MONEY

VW emissions scandal spreads to more vehicles

Nathan Bomey
USA Today

Volkswagen Group’s emissions scandal grew Friday as regulators said the automaker had admitted that its 3-liter diesel vehicles from the past eight years had violated clean-air standards.

The Environmental Protection Agency and California’s Air Resources Board said company officials acknowledged Thursday in a meeting that emissions violations the EPA had previously alleged — most from the past couple of model years — go much further.

Now it includes all U.S. Volkswagen and Audi vehicles with 3-liter V-6 diesel engines from the 2009 to 2016 model years, the regulators said.

That covers 85,000 vehicles in the U.S., according to EPA spokeswoman Julia Valentine.

Volkswagen had admitted to installing “alternate exhaust control devices” in the vehicles, a violation of air-quality laws, said Dave Clegern, spokesman for the California ARB.

The agencies are also testing the vehicles to determine whether the equipment qualifies as so-called “defeat devices,” which the company has already admitted it installed on up to 11 million diesel cars worldwide to cheat emissions standards.

Brad Stertz, a spokesman for Audi, said the company has admitted that it did not notify the EPA about the extra emissions control equipment. But he declined to acknowledge that the system qualifies as a defeat device.

“So we agreed to take all of the 3-liter disel engines, look at the software, recalibrate it, and then we’ll resubmit it to the agencies so they’re comfortable with how it’s performing and what it’s doing,” Stertz said.

He said that would require an investment in the “double digits” of millions of dollars.

The latest accusation extends the scandal beyond small cars to a larger number of heftier vehicles.
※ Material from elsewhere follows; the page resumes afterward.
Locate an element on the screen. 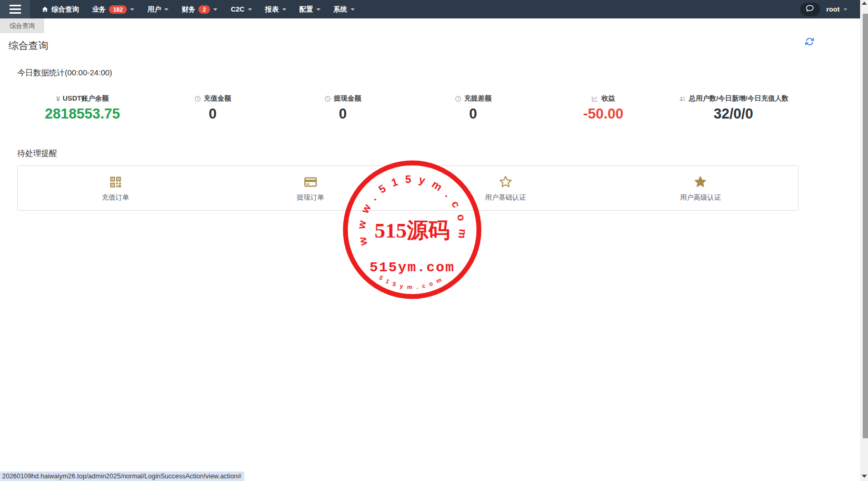 The width and height of the screenshot is (868, 481). stat-value: -50.00 is located at coordinates (603, 114).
The EPA had already accused the automaker of installing the defeat-device software on about 10,000 3-liter SUVs and luxury cars from 2014 to 2016. Those models included the 2015 and 2016 Volkswagen Touareg and Audi’s A6, A7, A8 and Q5, as well as the 2014 to 2016 Porsche Cayenne.

Friday’s action comes after the EPA’s previous finding that Volkswagen installed a “defeat device” on nearly 500,000 Volkswagen diesels with 2-liter engines that went into smaller VW and Audi cars in the U.S. to cheat on emission tests.

The company has stopped selling all of the diesel cars and SUVs accused of having the illegal software.

“The most unfortunate aspect of this whole situation for Volkswagen is they have to start the healing process and the repairing process for their brand, and you can’t do that while the scandal is still growing,” Kelley Blue Book analyst Karl Brauer said. “You have to feel like you’ve fully identified — or maybe the better word is disclosed … all aspects of your scandal before you can move forward.”

Audi’s Stertz said the system installed on the 3-liter V-6 models is “not the same software with the same function that was identified” in the initial defeat-device software the company has publicly acknowledged on its 2-liter, four-cylinder models. He also said the software is legal in Europe.

The EPA can levy fines of up to $37,500 per vehicle for Clean Air Act violations, meaning Volkswagen could face more than $21 billion in fines if the company is proved to have installed defeat devices on the latest round of models in addition to the previous offenders.

The company also faces a litany of government investigations and lawsuits, including a U.S. Justice Department criminal probe.

In a separate announcement Friday, the company said it was slashing spending on new products, factories and initiatives by $1.1 billion a year.